Stephen EvoDIUS, nephew of Joseph Simon and Joseph Aloysius, was the chief assistant of his uncle Joseph Simon in his work in the Vatican library.

When Amadeus succeeded to the throne these were divided into the county of Savoy (his own territory), the princi pality of Piedmont ruled by his nephew Philip, prince of Achaea (a title acquired through his wife, Isabella of Villehardouin, heiress of Achaea and the Morea), and Vaud ruled by his brother Louis.

By his will the Elder Pliny had made his nephew his adopted son, and the latter now assumed the nomen and praenomen of his adoptive father.

Though married three times Casimir left no sons; but he had the satisfaction of knowing that his domains would pass into the hands of a nephew every whit as capable and sagacious as himself.

Abram thereupon proposed to Lot that they should separate, and allowed his nephew the first choice.

It is probable that Symonds acted throughout with the connivance of the Yorkist leaders, and especially of John de la Pole, earl of Lincoln, himself a nephew of Edward IV., who had been named heir to the crown by Richard III.

They were accompanied by 2000 German soldiers under Martin Schwartz, procured by Margaret of Burgundy to support the enterprise, Margaret having recognized Simnel as her nephew.

His great uncle, who achieved great distinction in the Russian imperial service in the reign of Nicholas I, becoming minister of the police and being raised to the rank of a count, died childless, the title and estates passing to his nephew, Count Alexander's father.

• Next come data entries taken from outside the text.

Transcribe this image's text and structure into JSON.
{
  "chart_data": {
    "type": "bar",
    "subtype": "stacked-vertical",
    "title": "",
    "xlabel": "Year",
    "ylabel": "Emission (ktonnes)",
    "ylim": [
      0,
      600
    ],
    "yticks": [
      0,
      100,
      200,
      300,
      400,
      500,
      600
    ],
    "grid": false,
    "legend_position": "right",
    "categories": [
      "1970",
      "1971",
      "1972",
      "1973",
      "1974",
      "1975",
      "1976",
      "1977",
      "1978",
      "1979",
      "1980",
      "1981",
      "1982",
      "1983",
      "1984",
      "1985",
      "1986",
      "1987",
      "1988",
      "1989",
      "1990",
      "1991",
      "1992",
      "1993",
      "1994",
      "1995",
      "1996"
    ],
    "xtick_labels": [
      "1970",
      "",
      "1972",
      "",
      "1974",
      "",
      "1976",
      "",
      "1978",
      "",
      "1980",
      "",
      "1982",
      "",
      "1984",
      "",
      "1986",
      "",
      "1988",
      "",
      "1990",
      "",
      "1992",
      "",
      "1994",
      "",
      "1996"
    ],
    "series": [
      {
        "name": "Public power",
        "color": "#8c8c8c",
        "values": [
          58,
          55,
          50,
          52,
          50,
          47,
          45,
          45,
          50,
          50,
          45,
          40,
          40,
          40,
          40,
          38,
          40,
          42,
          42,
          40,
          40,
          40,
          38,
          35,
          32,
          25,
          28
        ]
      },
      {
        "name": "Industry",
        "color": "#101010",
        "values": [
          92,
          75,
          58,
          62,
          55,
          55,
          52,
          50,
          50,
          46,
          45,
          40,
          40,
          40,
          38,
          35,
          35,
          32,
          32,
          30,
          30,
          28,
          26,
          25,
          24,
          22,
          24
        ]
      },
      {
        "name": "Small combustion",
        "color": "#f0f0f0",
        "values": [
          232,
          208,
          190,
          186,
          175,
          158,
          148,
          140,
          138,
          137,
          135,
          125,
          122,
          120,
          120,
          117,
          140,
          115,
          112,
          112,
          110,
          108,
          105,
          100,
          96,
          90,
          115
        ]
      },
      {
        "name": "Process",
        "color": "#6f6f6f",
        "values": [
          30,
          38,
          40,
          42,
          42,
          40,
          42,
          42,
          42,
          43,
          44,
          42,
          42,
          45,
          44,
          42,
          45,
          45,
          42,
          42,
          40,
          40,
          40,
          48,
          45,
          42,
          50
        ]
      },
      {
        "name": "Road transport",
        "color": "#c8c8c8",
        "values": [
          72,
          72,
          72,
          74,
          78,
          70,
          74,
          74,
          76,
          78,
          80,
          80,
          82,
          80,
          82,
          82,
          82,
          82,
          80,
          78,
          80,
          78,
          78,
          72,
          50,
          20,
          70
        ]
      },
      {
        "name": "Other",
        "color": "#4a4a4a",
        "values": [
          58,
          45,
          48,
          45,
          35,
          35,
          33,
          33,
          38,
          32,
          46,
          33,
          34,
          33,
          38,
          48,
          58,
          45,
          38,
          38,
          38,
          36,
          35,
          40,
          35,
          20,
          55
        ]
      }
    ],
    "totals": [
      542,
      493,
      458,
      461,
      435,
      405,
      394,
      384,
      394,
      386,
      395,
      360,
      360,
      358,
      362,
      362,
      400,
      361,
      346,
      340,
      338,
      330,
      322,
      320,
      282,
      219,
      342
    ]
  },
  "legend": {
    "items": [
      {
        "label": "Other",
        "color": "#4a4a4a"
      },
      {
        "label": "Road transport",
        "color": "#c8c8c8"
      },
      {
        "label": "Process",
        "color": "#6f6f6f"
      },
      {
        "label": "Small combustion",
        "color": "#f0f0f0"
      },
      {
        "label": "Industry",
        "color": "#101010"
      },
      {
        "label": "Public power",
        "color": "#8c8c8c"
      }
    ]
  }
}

He retained his usual vigour of understanding till near the age of eighty, when his nephew Jacques relieved him of his public duties.

Sir William's nephew, GUY Johnson (1740-1788), succeeded his uncle as superintendent of Indian affairs in 1774, and served in the French and Indian War and, on the British side, in the War of Independence.

His Commentarius de Capellorum gente, giving an account of the family to which he belonged, was published by his nephew James Cappel (1639-1722), who, at the age of eighteen, became professor of Hebrew at Saumur, but, on the revocation of the edict of Nantes, fled to England, where he died in 1722.

The premature deaths of his nephew Marcellus (whom he had at first fixed upon as his successor) and of his grandsons Gaius and Lucius Caesar, the banishment of his grandson Agrippa Postumus, and even his own death, were attributed to her.